Interestingly, subjects with PTSD react physiologically only to their own traumatic experiences, but the abductee group had heightened responses to additional stressful scripts, such as the violent death of a loved one. They even reacted to positive scripts, such as viewing their newborn infant for the first time. Such reactivity, coupled with high levels of absorption, has been linked to the ability to generate vivid imagery, according to McNally. In other words, abductees are more likely to experience a traumatic--or positive--scenario as real, in part due to their fertile imaginations. They will then react to it as such. "Emotion does not prove the veracity of the interpretation," McNally concludes.

For McNally, the most telling difference between abductees and survivors of "veritable" trauma is not physiological but attitudinal. Experiencers unanimously state that they're glad they were abducted. "There's a psychological payoff," says McNally. "This makes it very different from sexual abuse." Trauma survivors of all stripes cite positive spiritual growth, but, "no Vietnam vet says, 'Gee, I'm glad I was a POW.'"

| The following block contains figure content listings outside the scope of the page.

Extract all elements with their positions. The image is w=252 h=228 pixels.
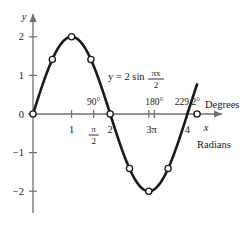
x-tick-label: 2 (108, 124, 113, 135)
y-tick-labels: 210−1−2 (13, 31, 24, 196)
radians-unit-label: Radians (197, 139, 231, 150)
x-tick-labels: 1π223π4 (69, 124, 191, 146)
axes-group (28, 14, 222, 213)
figure-canvas: 1π223π4 210−1−2 90°180°229.2° x y Degree… (0, 0, 252, 228)
x-axis-arrowhead (214, 110, 222, 117)
data-point (69, 34, 75, 40)
data-point (30, 111, 36, 117)
x-tick-label-numerator: π (91, 124, 96, 134)
x-tick-label-denominator: 2 (91, 136, 96, 146)
y-tick-label: 0 (19, 109, 24, 120)
data-point (165, 165, 171, 171)
x-axis-label: x (203, 122, 209, 133)
data-point (194, 111, 200, 117)
data-point (49, 56, 55, 62)
x-tick-label: 1 (69, 124, 74, 135)
y-tick-label: −2 (13, 186, 24, 197)
y-tick-label: 2 (19, 31, 24, 42)
data-point (126, 165, 132, 171)
y-tick-label: −1 (13, 147, 24, 158)
data-point (146, 188, 152, 194)
x-tick-label: π (152, 124, 158, 135)
equation-numerator: πx (151, 68, 161, 78)
y-tick-label: 1 (19, 70, 24, 81)
data-point (88, 56, 94, 62)
degrees-unit-label: Degrees (205, 99, 239, 110)
equation-denominator: 2 (154, 80, 159, 90)
equation-main-text: y = 2 sin (108, 71, 145, 82)
data-point (107, 111, 113, 117)
y-axis-arrowhead (29, 14, 36, 22)
equation-annotation: y = 2 sin πx 2 (108, 68, 164, 90)
y-axis-label: y (21, 11, 27, 22)
degree-label: 90° (87, 97, 101, 107)
degree-label: 180° (145, 97, 163, 107)
x-tick-label: 4 (185, 124, 191, 135)
degree-label: 229.2° (175, 97, 200, 107)
sine-wave-chart: 1π223π4 210−1−2 90°180°229.2° x y Degree… (0, 0, 252, 228)
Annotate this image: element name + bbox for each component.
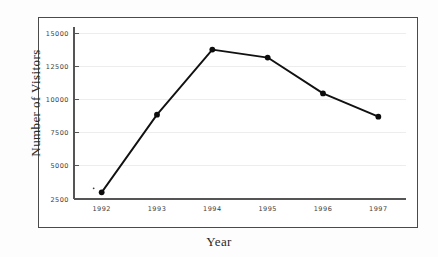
data-point-marker <box>320 91 326 97</box>
x-tick-labels-group: 199219931994199519961997 <box>92 205 387 213</box>
y-tick-labels-group: 250050007500100001250015000 <box>46 30 69 204</box>
y-tick-label: 12500 <box>46 63 69 71</box>
y-tick-label: 2500 <box>50 196 69 204</box>
scan-speck <box>93 187 95 189</box>
series-line <box>102 50 379 193</box>
y-tick-label: 10000 <box>46 96 69 104</box>
data-point-marker <box>209 47 215 53</box>
x-tick-label: 1993 <box>148 205 167 213</box>
data-point-marker <box>265 55 271 61</box>
data-series-group <box>99 47 381 196</box>
data-point-marker <box>375 114 381 120</box>
data-point-marker <box>154 112 160 118</box>
line-chart-plot: 250050007500100001250015000 199219931994… <box>38 17 418 228</box>
y-tick-marks-group <box>74 33 79 199</box>
x-tick-label: 1997 <box>369 205 388 213</box>
x-tick-label: 1994 <box>203 205 222 213</box>
x-axis-title: Year <box>0 234 438 250</box>
x-tick-label: 1995 <box>258 205 277 213</box>
y-tick-label: 5000 <box>50 162 69 170</box>
x-tick-label: 1996 <box>314 205 333 213</box>
y-tick-label: 15000 <box>46 30 69 38</box>
chart-figure: Number of Visitors Year 2500500075001000… <box>0 0 438 257</box>
scan-artifact-group <box>93 187 95 189</box>
data-point-marker <box>99 189 105 195</box>
y-tick-label: 7500 <box>50 129 69 137</box>
x-tick-label: 1992 <box>92 205 111 213</box>
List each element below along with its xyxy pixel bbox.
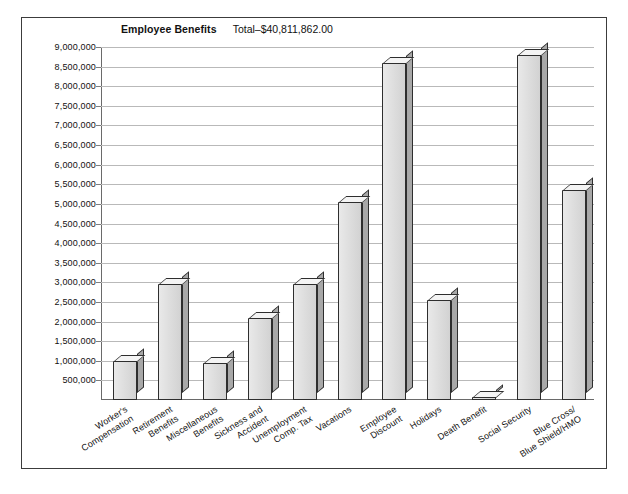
y-tick-label: 3,000,000 [55, 277, 96, 287]
bar-side-face [362, 189, 369, 393]
y-tick-label: 5,500,000 [55, 179, 96, 189]
bar-front-face [158, 284, 182, 400]
bar-front-face [382, 63, 406, 400]
bar-side-face [182, 271, 189, 393]
bar-side-face [317, 271, 324, 393]
y-tick-label: 9,000,000 [55, 42, 96, 52]
bar-front-face [248, 318, 272, 400]
x-category-label: Vacations [315, 404, 354, 434]
y-tick-label: 6,000,000 [55, 160, 96, 170]
y-tick-label: 4,000,000 [55, 238, 96, 248]
bar-front-face [517, 55, 541, 400]
bar [203, 356, 227, 400]
bar [248, 311, 272, 400]
x-category-label: Worker'sCompensation [74, 404, 135, 453]
y-tick-label: 7,500,000 [55, 101, 96, 111]
y-tick-label: 8,000,000 [55, 81, 96, 91]
y-tick-label: 500,000 [62, 375, 96, 385]
bar-side-face [541, 42, 548, 393]
x-category-label-line: Holidays [408, 404, 444, 432]
bar [113, 354, 137, 400]
y-tick-label: 4,500,000 [55, 219, 96, 229]
y-tick-label: 2,500,000 [55, 297, 96, 307]
bar [158, 277, 182, 400]
plot-area [101, 47, 594, 400]
bar-front-face [562, 190, 586, 400]
chart-title-row: Employee Benefits Total–$40,811,862.00 [22, 18, 606, 40]
bar [472, 390, 496, 400]
x-category-label: Holidays [408, 404, 444, 432]
y-tick-label: 6,500,000 [55, 140, 96, 150]
x-axis-category-labels: Worker'sCompensationRetirementBenefitsMi… [101, 400, 594, 470]
x-category-label-line: Vacations [315, 404, 354, 434]
bar-front-face [203, 363, 227, 400]
chart-title: Employee Benefits [121, 23, 217, 35]
y-tick-label: 3,500,000 [55, 258, 96, 268]
bar [338, 195, 362, 400]
chart-total-label: Total–$40,811,862.00 [233, 23, 333, 35]
y-tick-label: 1,000,000 [55, 356, 96, 366]
y-tick-label: 2,000,000 [55, 317, 96, 327]
x-category-label: EmployeeDiscount [358, 404, 404, 443]
bar-side-face [406, 50, 413, 393]
bar-side-face [451, 287, 458, 393]
bar [427, 293, 451, 400]
bar-front-face [113, 361, 137, 400]
chart-panel: Employee Benefits Total–$40,811,862.00 9… [21, 17, 607, 469]
y-tick-label: 7,000,000 [55, 120, 96, 130]
bar [562, 183, 586, 400]
y-tick-label: 1,500,000 [55, 336, 96, 346]
bar-top-face [472, 391, 504, 398]
y-axis-tick-labels: 9,000,0008,500,0008,000,0007,500,0007,00… [22, 47, 96, 400]
y-tick-label: 8,500,000 [55, 62, 96, 72]
bar [517, 48, 541, 400]
y-tick-label: 5,000,000 [55, 199, 96, 209]
bar-front-face [338, 202, 362, 400]
bar [293, 277, 317, 400]
bar-side-face [586, 177, 593, 393]
bar [382, 56, 406, 400]
bar-front-face [427, 300, 451, 400]
bar-front-face [293, 284, 317, 400]
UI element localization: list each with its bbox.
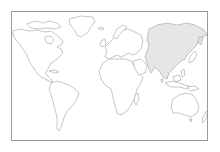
region-tasmania[interactable]: [189, 119, 192, 122]
region-greenland[interactable]: [69, 16, 95, 37]
region-philippines[interactable]: [181, 69, 185, 77]
world-map: [12, 12, 207, 140]
region-indonesia[interactable]: [165, 81, 191, 89]
region-australia[interactable]: [171, 93, 199, 117]
region-new-zealand[interactable]: [202, 111, 207, 123]
region-sri-lanka[interactable]: [161, 79, 163, 82]
map-canvas: [0, 0, 220, 152]
region-asia[interactable]: [145, 23, 207, 79]
map-frame: [11, 11, 208, 141]
region-arctic-islands[interactable]: [27, 21, 61, 29]
region-south-america[interactable]: [49, 81, 79, 131]
region-iceland[interactable]: [98, 27, 104, 30]
region-north-america[interactable]: [13, 29, 63, 83]
region-new-guinea[interactable]: [187, 86, 199, 91]
region-japan[interactable]: [189, 51, 197, 63]
region-kamchatka[interactable]: [198, 37, 203, 45]
region-british-isles[interactable]: [100, 39, 106, 47]
region-caribbean[interactable]: [49, 70, 59, 73]
region-europe[interactable]: [105, 29, 143, 59]
region-borneo[interactable]: [173, 75, 181, 82]
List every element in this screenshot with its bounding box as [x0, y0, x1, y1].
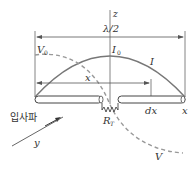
v0-subscript: 0 [44, 49, 48, 56]
dx-label: dx [145, 105, 157, 116]
i0-subscript: 0 [117, 49, 121, 56]
voltage-distribution-curve [35, 54, 183, 153]
load-resistor-icon [102, 103, 118, 112]
x-distance-dimension [36, 79, 151, 96]
z-axis-label: z [112, 9, 118, 19]
current-label: I [149, 56, 155, 67]
antenna-right-rod [118, 96, 185, 103]
voltage-label: V [155, 151, 164, 162]
incident-wave-arrow-icon [45, 117, 61, 126]
load-resistor-subscript: T [110, 120, 115, 127]
antenna-left-rod [35, 96, 102, 103]
dipole-antenna-diagram: z λ/2 V 0 I 0 I x R T dx x 입사파 y [0, 0, 196, 169]
incident-wave-label: 입사파 [10, 111, 37, 123]
x-distance-label: x [85, 72, 91, 83]
y-axis-label: y [33, 137, 40, 148]
half-wavelength-label: λ/2 [102, 23, 119, 34]
x-axis-label: x [182, 105, 188, 116]
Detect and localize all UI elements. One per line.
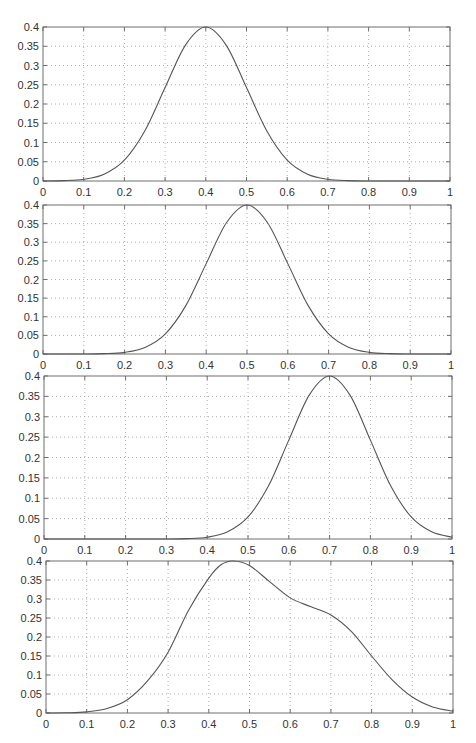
y-tick-label: 0.3 <box>25 411 40 423</box>
y-tick-label: 0.2 <box>24 274 39 286</box>
y-tick-label: 0 <box>33 175 39 187</box>
y-tick-label: 0.15 <box>21 650 42 662</box>
x-tick-label: 0.2 <box>117 186 132 198</box>
y-tick-label: 0.15 <box>18 292 39 304</box>
x-tick-label: 0.8 <box>363 544 378 556</box>
x-tick-label: 1 <box>449 544 455 556</box>
x-tick-label: 0.1 <box>77 544 92 556</box>
x-tick-label: 0.7 <box>323 718 338 730</box>
y-tick-label: 0.35 <box>18 218 39 230</box>
density-curve <box>46 561 453 713</box>
x-tick-label: 0.1 <box>79 718 94 730</box>
y-tick-label: 0 <box>34 533 40 545</box>
subplot-1: 00.10.20.30.40.50.60.70.80.9100.050.10.1… <box>18 21 453 198</box>
x-tick-label: 0.4 <box>198 186 213 198</box>
subplot-2: 00.10.20.30.40.50.60.70.80.9100.050.10.1… <box>18 199 454 371</box>
y-tick-label: 0.15 <box>18 117 39 129</box>
x-tick-label: 0.6 <box>280 186 295 198</box>
y-tick-label: 0.25 <box>18 79 39 91</box>
x-tick-label: 0.9 <box>405 718 420 730</box>
y-tick-label: 0.2 <box>24 98 39 110</box>
x-tick-label: 0 <box>40 186 46 198</box>
x-tick-label: 0 <box>43 718 49 730</box>
y-tick-label: 0.05 <box>18 329 39 341</box>
x-tick-label: 0.5 <box>240 544 255 556</box>
y-tick-labels: 00.050.10.150.20.250.30.350.4 <box>18 199 39 360</box>
x-tick-labels: 00.10.20.30.40.50.60.70.80.91 <box>40 186 453 198</box>
y-tick-label: 0.2 <box>25 452 40 464</box>
y-tick-label: 0 <box>33 348 39 360</box>
y-tick-label: 0.15 <box>19 472 40 484</box>
grid-lines <box>44 376 452 539</box>
x-tick-labels: 00.10.20.30.40.50.60.70.80.91 <box>40 359 454 371</box>
x-tick-labels: 00.10.20.30.40.50.60.70.80.91 <box>41 544 455 556</box>
y-tick-label: 0.3 <box>27 593 42 605</box>
y-tick-label: 0 <box>36 707 42 719</box>
x-tick-label: 0 <box>40 359 46 371</box>
x-tick-label: 0.8 <box>362 359 377 371</box>
x-tick-label: 0.9 <box>404 544 419 556</box>
x-tick-label: 0.9 <box>403 359 418 371</box>
x-tick-label: 0.7 <box>321 359 336 371</box>
y-tick-label: 0.05 <box>18 156 39 168</box>
x-tick-label: 0.5 <box>239 359 254 371</box>
x-tick-label: 0.8 <box>361 186 376 198</box>
x-tick-label: 0.3 <box>158 359 173 371</box>
y-tick-labels: 00.050.10.150.20.250.30.350.4 <box>18 21 39 187</box>
x-tick-label: 1 <box>447 186 453 198</box>
x-tick-label: 1 <box>450 718 456 730</box>
grid-lines <box>43 205 451 354</box>
x-tick-label: 0.6 <box>280 359 295 371</box>
subplot-3: 00.10.20.30.40.50.60.70.80.9100.050.10.1… <box>19 370 455 556</box>
x-tick-label: 0.4 <box>199 359 214 371</box>
y-tick-label: 0.1 <box>24 311 39 323</box>
y-tick-label: 0.4 <box>25 370 40 382</box>
y-tick-label: 0.25 <box>18 255 39 267</box>
y-tick-label: 0.35 <box>18 40 39 52</box>
y-tick-label: 0.1 <box>25 492 40 504</box>
y-tick-label: 0.05 <box>21 688 42 700</box>
y-tick-label: 0.05 <box>19 513 40 525</box>
grid-lines <box>43 27 450 181</box>
figure-canvas: 00.10.20.30.40.50.60.70.80.9100.050.10.1… <box>0 0 476 743</box>
y-tick-label: 0.25 <box>21 612 42 624</box>
y-tick-label: 0.3 <box>24 60 39 72</box>
x-tick-label: 0.3 <box>159 544 174 556</box>
x-tick-label: 0.4 <box>201 718 216 730</box>
x-tick-labels: 00.10.20.30.40.50.60.70.80.91 <box>43 718 456 730</box>
x-tick-label: 0.9 <box>402 186 417 198</box>
x-tick-label: 0.6 <box>281 544 296 556</box>
x-tick-label: 0.3 <box>160 718 175 730</box>
y-tick-label: 0.35 <box>21 574 42 586</box>
y-tick-label: 0.4 <box>27 555 42 567</box>
x-tick-label: 1 <box>448 359 454 371</box>
y-tick-label: 0.2 <box>27 631 42 643</box>
x-tick-label: 0.7 <box>320 186 335 198</box>
x-tick-label: 0.1 <box>76 359 91 371</box>
x-tick-label: 0.2 <box>117 359 132 371</box>
y-tick-label: 0.3 <box>24 236 39 248</box>
x-tick-label: 0.1 <box>76 186 91 198</box>
y-tick-label: 0.4 <box>24 21 39 33</box>
x-tick-label: 0.6 <box>283 718 298 730</box>
x-tick-label: 0.3 <box>157 186 172 198</box>
x-tick-label: 0.2 <box>118 544 133 556</box>
y-tick-label: 0.4 <box>24 199 39 211</box>
y-tick-labels: 00.050.10.150.20.250.30.350.4 <box>21 555 42 719</box>
y-tick-label: 0.25 <box>19 431 40 443</box>
y-tick-labels: 00.050.10.150.20.250.30.350.4 <box>19 370 40 545</box>
y-tick-label: 0.35 <box>19 390 40 402</box>
y-tick-label: 0.1 <box>24 137 39 149</box>
x-tick-label: 0.5 <box>242 718 257 730</box>
x-tick-label: 0.7 <box>322 544 337 556</box>
grid-lines <box>46 561 453 713</box>
x-tick-label: 0.4 <box>200 544 215 556</box>
x-tick-label: 0.2 <box>120 718 135 730</box>
x-tick-label: 0.5 <box>239 186 254 198</box>
x-tick-label: 0.8 <box>364 718 379 730</box>
subplot-4: 00.10.20.30.40.50.60.70.80.9100.050.10.1… <box>21 555 456 730</box>
y-tick-label: 0.1 <box>27 669 42 681</box>
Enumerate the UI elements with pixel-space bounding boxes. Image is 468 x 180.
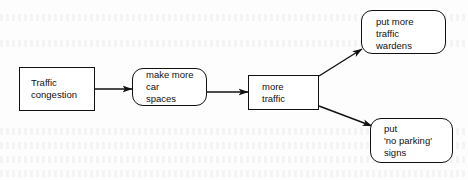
node-label-line: Traffic [31,77,94,89]
diagram-page: Traffic congestion make more car spaces … [0,0,468,180]
node-put-more-traffic-wardens: put more traffic wardens [361,10,446,54]
node-put-no-parking-signs: put 'no parking' signs [370,118,453,163]
arrow-more-traffic-to-wardens [319,49,362,76]
node-more-traffic: more traffic [248,75,319,110]
node-label-line: traffic [262,93,318,105]
node-label-line: signs [384,147,452,159]
node-label-line: put more [376,16,445,28]
node-label-line: spaces [146,93,206,105]
arrow-more-traffic-to-no-parking [319,106,372,126]
node-label-line: make more [146,69,206,81]
node-label-line: traffic [376,28,445,40]
node-label-line: put [384,123,452,135]
node-label-line: car [146,81,206,93]
node-traffic-congestion: Traffic congestion [19,67,95,111]
node-label-line: congestion [31,89,94,101]
node-label-line: more [262,81,318,93]
node-label-line: wardens [376,40,445,52]
node-label-line: 'no parking' [384,135,452,147]
node-make-more-car-spaces: make more car spaces [132,68,207,106]
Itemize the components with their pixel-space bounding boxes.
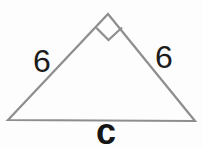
diagram-canvas: 6 6 c	[0, 0, 203, 148]
right-angle-marker	[97, 28, 123, 41]
base-label: c	[96, 111, 116, 148]
right-triangle-figure: 6 6 c	[0, 0, 203, 148]
left-side-label: 6	[33, 43, 51, 79]
right-side-label: 6	[155, 39, 173, 75]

It is understandable that memory lapses, as measured by poor performance on a lab test, pale in comparison to communication with unknown beings. And while abductees may feel assaulted by aliens, they also feel special. For that reason, "They are not trying to demystify their experience," says McNally, whose deconstruction of sleep paralysis for one woman was met with a polite smile and the exhortation that he should "think outside the box." When McNally finally broached the term "sleep paralysis" at Mack's conference, he says, "There was an awkward silence, as if someone had belched in church."

"I'm not personally interested in what Susan Clancy found," admits Bueche, for whom the memory test was "50 bucks and free Chinese food." I don't need evidence or proof. Most experiencers are well beyond that. This is about what you can learn regardless of whether it is physically real or interdimensional or something grand that the mind is generating."

Mack counters that no combination of sleep paralysis and the Sci-Fi Channel explains phenomena such as alien sightings by school children in Zimbabwe who are wide-awake. "It doesn't even come close," he says. Mack's second book, Passport to the Cosmos, chronicles abduction as a cross-cultural phenomenon; he finds evidence of sexual and ecological parallels to American abduction reports on almost every continent.